Quickly distinguishing teammates’ jerseys from those of opponents is crucial in invasion sports such as basketball, where teams share the same playing space. This is a cognitive skill that can be trained.
This is the finding of a study led by a team of researchers from the University of Milano-Bicocca, which shows that selective attention—particularly the kind based on visual features—is enhanced in athletes who practise invasion sports.
These attentional abilities are essential across all sports, influencing performance and athletes’ ability to adapt. However, until now, few studies had explored how the type of sport practised might refine specific components of selective attention.
To fill this gap, a research team—Luisa Girelli, Simona Perrone, Simone Mattavelli and Marco Petilli (University of Milano-Bicocca), Luca Bovolon (University of Chieti-Pescara), and Carlotta Lega (University of Pavia)—conducted a study titled “Playing sports to shape attention: enhanced feature-based selective attention in invasion sports players”, recently published in the journal Psychology of Sport and Exercise.
The researchers invited athletes to take part in two experiments designed to examine how the cognitive demands of different types of sports—in particular, invasion vs. non-invasion sports (typically those where teams are separated by a net and do not share the same space)—affect two subcomponents of selective attention: feature-based attention (FBA) and spatial-based attention (SBA).
“In the first experiment, 20 basketball players (an invasion sport) and 20 control participants, equally divided by gender, completed two tasks: a visual search task to assess FBA and a task to measure SBA,” explains Luca Bovolon, one of the study’s authors. “The results showed that athletes in invasion sports demonstrated greater feature-based attention, while no significant differences emerged in the spatial attention task.” These findings suggest that training in invasion sports specifically enhances FBA without affecting general spatial attention.
To explore whether this effect was truly sport-specific, the study was replicated with 22 volleyball players (a non-invasion sport) and 23 control participants. The results showed no group differences in attentional measures, further supporting the hypothesis that the unique cognitive demands of invasion sports shape and refine selective attention—particularly FBA.
“Intensive sports practice is one of the best ways to train our cognitive functions,” concludes Luisa Girelli, professor of neuropsychology and cognitive neuroscience at the University of Milano-Bicocca and lead author of the study. “Invasion sports outperform others when it comes to boosting feature-based selective attention.”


PROBLEM TO SOLVE :: Each line below containing the word "Decomposable" needs to be shown.

*** ENTRIES SHOWN

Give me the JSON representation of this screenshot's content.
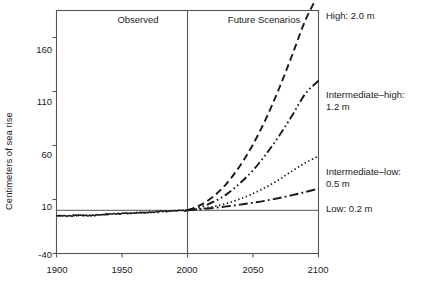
{
  "chart_data": {
    "type": "line",
    "title": "",
    "xlabel": "",
    "ylabel": "Centimeters of sea rise",
    "xlim": [
      1900,
      2100
    ],
    "ylim": [
      -40,
      185
    ],
    "xticks": [
      1900,
      1950,
      2000,
      2050,
      2100
    ],
    "xtick_labels": [
      "1900",
      "1950",
      "2000",
      "2050",
      "2100"
    ],
    "yticks": [
      -40,
      10,
      60,
      110,
      160
    ],
    "ytick_labels": [
      "-40",
      "10",
      "60",
      "110",
      "160"
    ],
    "grid": false,
    "legend_position": "right-inline-annotations",
    "panel_labels": [
      {
        "text": "Observed",
        "x": 1950
      },
      {
        "text": "Future Scenarios",
        "x": 2050
      }
    ],
    "divider_year": 2000,
    "zero_reference_line": 0,
    "series": [
      {
        "name": "Observed",
        "label": "Observed",
        "style": "solid-noisy",
        "x": [
          1900,
          1905,
          1910,
          1915,
          1920,
          1925,
          1930,
          1935,
          1940,
          1945,
          1950,
          1955,
          1960,
          1965,
          1970,
          1975,
          1980,
          1985,
          1990,
          1995,
          2000
        ],
        "values": [
          -5.0,
          -5.2,
          -5.0,
          -4.6,
          -4.8,
          -4.9,
          -4.4,
          -4.0,
          -3.5,
          -3.3,
          -3.0,
          -2.6,
          -2.4,
          -2.0,
          -1.8,
          -1.4,
          -1.1,
          -0.9,
          -0.6,
          -0.3,
          0.0
        ]
      },
      {
        "name": "High",
        "label": "High: 2.0 m",
        "style": "dashed",
        "x": [
          2000,
          2010,
          2020,
          2030,
          2040,
          2050,
          2060,
          2070,
          2080,
          2090,
          2100
        ],
        "values": [
          0,
          5,
          13,
          25,
          41,
          61,
          85,
          113,
          144,
          176,
          200
        ]
      },
      {
        "name": "Intermediate-high",
        "label": "Intermediate–high: 1.2 m",
        "label_line1": "Intermediate–high:",
        "label_line2": "1.2 m",
        "style": "dash-dot-dot",
        "x": [
          2000,
          2010,
          2020,
          2030,
          2040,
          2050,
          2060,
          2070,
          2080,
          2090,
          2100
        ],
        "values": [
          0,
          3,
          8,
          15,
          25,
          37,
          52,
          69,
          88,
          108,
          120
        ]
      },
      {
        "name": "Intermediate-low",
        "label": "Intermediate–low: 0.5 m",
        "label_line1": "Intermediate–low:",
        "label_line2": "0.5 m",
        "style": "dotted",
        "x": [
          2000,
          2010,
          2020,
          2030,
          2040,
          2050,
          2060,
          2070,
          2080,
          2090,
          2100
        ],
        "values": [
          0,
          1.5,
          3.5,
          6.5,
          10.5,
          15.5,
          21.5,
          28.5,
          36.5,
          44.0,
          50
        ]
      },
      {
        "name": "Low",
        "label": "Low: 0.2 m",
        "style": "dash-dot",
        "x": [
          2000,
          2010,
          2020,
          2030,
          2040,
          2050,
          2060,
          2070,
          2080,
          2090,
          2100
        ],
        "values": [
          0,
          1.0,
          2.2,
          3.6,
          5.2,
          7.0,
          9.0,
          11.4,
          14.0,
          17.0,
          20
        ]
      }
    ]
  },
  "axis": {
    "ylabel": "Centimeters of sea rise",
    "yticks": [
      "160",
      "110",
      "60",
      "10",
      "-40"
    ],
    "xticks": [
      "1900",
      "1950",
      "2000",
      "2050",
      "2100"
    ]
  },
  "panels": {
    "observed": "Observed",
    "future": "Future Scenarios"
  },
  "annotations": {
    "high": "High: 2.0 m",
    "intermediate_high_l1": "Intermediate–high:",
    "intermediate_high_l2": "1.2 m",
    "intermediate_low_l1": "Intermediate–low:",
    "intermediate_low_l2": "0.5 m",
    "low": "Low: 0.2 m"
  },
  "colors": {
    "ink": "#1a1a1a",
    "frame": "#555555",
    "background": "#ffffff"
  }
}
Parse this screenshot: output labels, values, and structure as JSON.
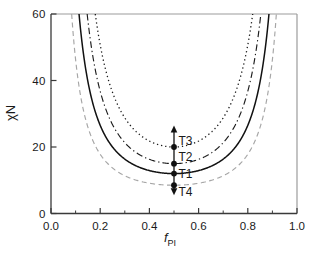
{
  "figure": {
    "ylabel": "χN",
    "xlabel_base": "f",
    "xlabel_sub": "PI"
  },
  "colors": {
    "background": "#ffffff",
    "axis": "#3a3a3a",
    "frame_light": "#9c9c9c",
    "text": "#1a1a1a",
    "marker": "#111111"
  },
  "chart_data": {
    "type": "line",
    "title": "",
    "xlabel": "f_PI",
    "ylabel": "χN",
    "xlim": [
      0.0,
      1.0
    ],
    "ylim": [
      0,
      60
    ],
    "grid": false,
    "legend": false,
    "frame": true,
    "x_major_ticks": [
      0.0,
      0.2,
      0.4,
      0.6,
      0.8,
      1.0
    ],
    "x_tick_labels": [
      "0.0",
      "0.2",
      "0.4",
      "0.6",
      "0.8",
      "1.0"
    ],
    "x_minor_ticks": [
      0.1,
      0.3,
      0.5,
      0.7,
      0.9
    ],
    "y_major_ticks": [
      0,
      20,
      40,
      60
    ],
    "y_tick_labels": [
      "0",
      "20",
      "40",
      "60"
    ],
    "series": [
      {
        "name": "boundary-dotted",
        "style": "dotted",
        "color": "#1c1c1c",
        "symmetric_about": 0.5,
        "min_chiN": 20.0,
        "f_at_ylim_top": 0.18
      },
      {
        "name": "boundary-dashdot",
        "style": "dashdot",
        "color": "#1c1c1c",
        "symmetric_about": 0.5,
        "min_chiN": 15.0,
        "f_at_ylim_top": 0.147
      },
      {
        "name": "boundary-solid",
        "style": "solid",
        "color": "#111111",
        "symmetric_about": 0.5,
        "min_chiN": 12.0,
        "f_at_ylim_top": 0.114
      },
      {
        "name": "boundary-dashed",
        "style": "dashed",
        "color": "#a6a6a6",
        "symmetric_about": 0.5,
        "min_chiN": 8.5,
        "f_at_ylim_top": 0.084
      }
    ],
    "points": [
      {
        "label": "T3",
        "x": 0.5,
        "y": 20.0,
        "label_pos": "above-right"
      },
      {
        "label": "T2",
        "x": 0.5,
        "y": 15.0,
        "label_pos": "above-right"
      },
      {
        "label": "T1",
        "x": 0.5,
        "y": 12.0,
        "label_pos": "right"
      },
      {
        "label": "T4",
        "x": 0.5,
        "y": 8.5,
        "label_pos": "below-right"
      }
    ],
    "arrow": {
      "x": 0.5,
      "y_top": 26.5,
      "y_bottom": 5.5,
      "heads": "both"
    }
  }
}
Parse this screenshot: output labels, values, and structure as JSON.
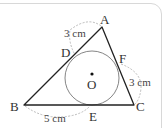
{
  "diagram": {
    "type": "geometry",
    "points": {
      "A": "A",
      "B": "B",
      "C": "C",
      "D": "D",
      "E": "E",
      "F": "F",
      "O": "O"
    },
    "measurements": {
      "AD": "3 cm",
      "CF": "3 cm",
      "BE": "5 cm"
    },
    "colors": {
      "line": "#222222",
      "circle": "#777777",
      "dashed": "#aaaaaa",
      "frame": "#d8d8d8"
    }
  }
}
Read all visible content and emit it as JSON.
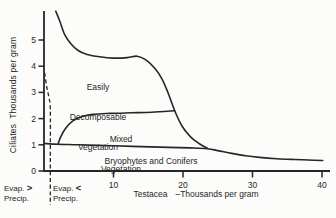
{
  "figure": {
    "background": "#fcfcfa",
    "ink": "#262626"
  },
  "chart_data": {
    "type": "line",
    "title": "",
    "xlabel": "Testacea –Thousands per gram",
    "ylabel": "Ciliates Thousands per gram",
    "xlim": [
      0,
      40
    ],
    "ylim": [
      0,
      6
    ],
    "xticks": [
      10,
      20,
      30,
      40
    ],
    "yticks": [
      0,
      1,
      2,
      3,
      4,
      5
    ],
    "grid": false,
    "legend": "none (labels inline on chart)",
    "series": [
      {
        "name": "Easily Decomposable Vegetation",
        "points": [
          [
            1.7,
            6.1
          ],
          [
            2.3,
            5.7
          ],
          [
            3.0,
            5.2
          ],
          [
            3.9,
            4.85
          ],
          [
            4.9,
            4.6
          ],
          [
            6.2,
            4.45
          ],
          [
            8.0,
            4.36
          ],
          [
            10.0,
            4.31
          ],
          [
            12.0,
            4.33
          ],
          [
            13.4,
            4.38
          ],
          [
            14.6,
            4.25
          ],
          [
            16.0,
            3.9
          ],
          [
            17.0,
            3.5
          ],
          [
            17.9,
            2.95
          ],
          [
            18.8,
            2.3
          ],
          [
            19.9,
            1.7
          ],
          [
            21.1,
            1.3
          ],
          [
            22.4,
            1.03
          ],
          [
            23.5,
            0.87
          ]
        ]
      },
      {
        "name": "Mixed Vegetation",
        "points": [
          [
            2.0,
            1.02
          ],
          [
            2.4,
            1.3
          ],
          [
            3.1,
            1.62
          ],
          [
            4.1,
            1.9
          ],
          [
            5.4,
            2.07
          ],
          [
            7.0,
            2.16
          ],
          [
            9.5,
            2.2
          ],
          [
            12.5,
            2.22
          ],
          [
            15.5,
            2.24
          ],
          [
            18.8,
            2.3
          ]
        ]
      },
      {
        "name": "Bryophytes and Conifers",
        "points": [
          [
            0,
            1.05
          ],
          [
            2,
            1.02
          ],
          [
            5,
            1.0
          ],
          [
            10,
            0.96
          ],
          [
            14,
            0.93
          ],
          [
            18,
            0.9
          ],
          [
            21,
            0.88
          ],
          [
            23.5,
            0.85
          ],
          [
            25,
            0.78
          ],
          [
            27,
            0.67
          ],
          [
            29,
            0.58
          ],
          [
            31,
            0.52
          ],
          [
            33.5,
            0.47
          ],
          [
            36,
            0.44
          ],
          [
            38,
            0.42
          ],
          [
            40.1,
            0.4
          ]
        ]
      }
    ],
    "boundary_line": {
      "style": "dashed",
      "meaning": "separates Evap. > Precip. from Evap. < Precip.",
      "points": [
        [
          0.1,
          3.75
        ],
        [
          0.4,
          3.2
        ],
        [
          0.7,
          2.8
        ],
        [
          0.9,
          2.35
        ],
        [
          0.9,
          0.5
        ],
        [
          0.9,
          -1.3
        ]
      ]
    }
  },
  "annotations": {
    "easily": {
      "lines": [
        "Easily",
        "Decomposable",
        "Vegetation"
      ]
    },
    "mixed": {
      "lines": [
        "Mixed",
        "Vegetation"
      ]
    },
    "bryophytes": {
      "text": "Bryophytes and Conifers"
    }
  },
  "axis_labels": {
    "y": "Ciliates  Thousands per gram",
    "x_name": "Testacea",
    "x_unit": "–Thousands per gram"
  },
  "footer": {
    "left": {
      "word1": "Evap.",
      "op": ">",
      "word2": "Precip."
    },
    "right": {
      "word1": "Evap.",
      "op": "<",
      "word2": "Precip."
    }
  }
}
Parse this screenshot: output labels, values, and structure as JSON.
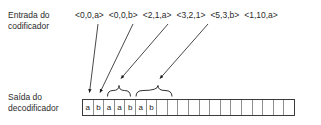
{
  "diagram": {
    "colors": {
      "background": "#ffffff",
      "text": "#2b2b2b",
      "box_border": "#3a3a3a",
      "cell_divider": "#8e8e8e",
      "arrow": "#1a1a1a",
      "brace": "#1a1a1a"
    }
  },
  "labels": {
    "encoder_input": "Entrada do codificador",
    "encoder_input_line1": "Entrada do",
    "encoder_input_line2": "codificador",
    "decoder_output": "Saída do decodificador",
    "decoder_output_line1": "Saída do",
    "decoder_output_line2": "decodificador"
  },
  "tuples": [
    {
      "text": "<0,0,a>"
    },
    {
      "text": "<0,0,b>"
    },
    {
      "text": "<2,1,a>"
    },
    {
      "text": "<3,2,1>"
    },
    {
      "text": "<5,3,b>"
    },
    {
      "text": "<1,10,a>"
    }
  ],
  "tape": {
    "total_cells": 20,
    "cells": [
      {
        "value": "a"
      },
      {
        "value": "b"
      },
      {
        "value": "a"
      },
      {
        "value": "a"
      },
      {
        "value": "b"
      },
      {
        "value": "a"
      },
      {
        "value": "b"
      },
      {
        "value": ""
      },
      {
        "value": ""
      },
      {
        "value": ""
      },
      {
        "value": ""
      },
      {
        "value": ""
      },
      {
        "value": ""
      },
      {
        "value": ""
      },
      {
        "value": ""
      },
      {
        "value": ""
      },
      {
        "value": ""
      },
      {
        "value": ""
      },
      {
        "value": ""
      },
      {
        "value": ""
      }
    ]
  },
  "arrows": [
    {
      "name": "arrow-tuple-1-to-cell-1",
      "from_tuple": "<0,0,a>",
      "to": "cell-1"
    },
    {
      "name": "arrow-tuple-2-to-cell-2",
      "from_tuple": "<0,0,b>",
      "to": "cell-2"
    },
    {
      "name": "arrow-tuple-3-to-brace-1",
      "from_tuple": "<2,1,a>",
      "to": "brace-cells-3-4"
    },
    {
      "name": "arrow-tuple-4-to-brace-2",
      "from_tuple": "<3,2,1>",
      "to": "brace-cells-5-7"
    }
  ],
  "braces": [
    {
      "name": "brace-cells-3-4",
      "spans_cells": "3-4"
    },
    {
      "name": "brace-cells-5-7",
      "spans_cells": "5-7"
    }
  ]
}
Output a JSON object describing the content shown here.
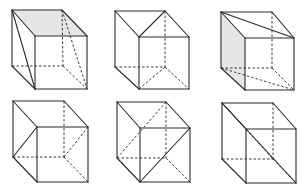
{
  "figure": {
    "title": "",
    "colors": {
      "line": "#2a2a2a",
      "dashed": "#3a3a3a",
      "shade": "#e6e6e6",
      "background": "#ffffff"
    },
    "cubes": [
      {
        "id": "cube-1",
        "row": 1,
        "col": 1,
        "vertices": {
          "BTL": [
            12,
            10
          ],
          "BTR": [
            62,
            10
          ],
          "FTL": [
            35,
            36
          ],
          "FTR": [
            87,
            36
          ],
          "FBL": [
            35,
            89
          ],
          "FBR": [
            87,
            89
          ],
          "BBL": [
            12,
            66
          ],
          "BBR": [
            63,
            66
          ]
        },
        "shaded_face": "top",
        "solid_extra": [
          [
            "BTL",
            "FBL"
          ]
        ],
        "dashed_extra": [
          [
            "BTR",
            "FBR"
          ]
        ]
      },
      {
        "id": "cube-2",
        "row": 1,
        "col": 2,
        "vertices": {
          "BTL": [
            115,
            11
          ],
          "BTR": [
            165,
            11
          ],
          "FTL": [
            139,
            37
          ],
          "FTR": [
            189,
            37
          ],
          "FBL": [
            139,
            89
          ],
          "FBR": [
            189,
            89
          ],
          "BBL": [
            115,
            67
          ],
          "BBR": [
            165,
            67
          ]
        },
        "shaded_face": "",
        "solid_extra": [
          [
            "BTR",
            "FTL"
          ]
        ],
        "dashed_extra": [
          [
            "BBR",
            "FBL"
          ]
        ]
      },
      {
        "id": "cube-3",
        "row": 1,
        "col": 3,
        "vertices": {
          "BTL": [
            221,
            12
          ],
          "BTR": [
            272,
            12
          ],
          "FTL": [
            245,
            38
          ],
          "FTR": [
            294,
            38
          ],
          "FBL": [
            245,
            90
          ],
          "FBR": [
            294,
            90
          ],
          "BBL": [
            221,
            68
          ],
          "BBR": [
            272,
            68
          ]
        },
        "shaded_face": "left",
        "solid_extra": [
          [
            "BTL",
            "FTR"
          ]
        ],
        "dashed_extra": [
          [
            "BBL",
            "FBR"
          ]
        ]
      },
      {
        "id": "cube-4",
        "row": 2,
        "col": 1,
        "vertices": {
          "BTL": [
            13,
            101
          ],
          "BTR": [
            64,
            101
          ],
          "FTL": [
            37,
            127
          ],
          "FTR": [
            88,
            127
          ],
          "FBL": [
            37,
            182
          ],
          "FBR": [
            88,
            182
          ],
          "BBL": [
            13,
            157
          ],
          "BBR": [
            64,
            157
          ]
        },
        "shaded_face": "",
        "solid_extra": [
          [
            "BBL",
            "FTL"
          ]
        ],
        "dashed_extra": [
          [
            "BBR",
            "FTR"
          ]
        ]
      },
      {
        "id": "cube-5",
        "row": 2,
        "col": 2,
        "vertices": {
          "BTL": [
            117,
            102
          ],
          "BTR": [
            166,
            102
          ],
          "FTL": [
            140,
            128
          ],
          "FTR": [
            190,
            128
          ],
          "FBL": [
            140,
            182
          ],
          "FBR": [
            190,
            182
          ],
          "BBL": [
            117,
            158
          ],
          "BBR": [
            166,
            158
          ]
        },
        "shaded_face": "",
        "solid_extra": [
          [
            "FBL",
            "FTR"
          ]
        ],
        "dashed_extra": [
          [
            "BBL",
            "BTR"
          ]
        ]
      },
      {
        "id": "cube-6",
        "row": 2,
        "col": 3,
        "vertices": {
          "BTL": [
            222,
            103
          ],
          "BTR": [
            273,
            103
          ],
          "FTL": [
            246,
            129
          ],
          "FTR": [
            296,
            129
          ],
          "FBL": [
            246,
            183
          ],
          "FBR": [
            296,
            183
          ],
          "BBL": [
            222,
            159
          ],
          "BBR": [
            273,
            159
          ]
        },
        "shaded_face": "",
        "solid_extra": [
          [
            "BTL",
            "FBR"
          ]
        ],
        "dashed_extra": [
          [
            "BTL",
            "BBR"
          ]
        ]
      }
    ]
  }
}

******

TASK RESPONSE ::
        "name": "Easily Decomposable Vegetation",
        "Decomposable",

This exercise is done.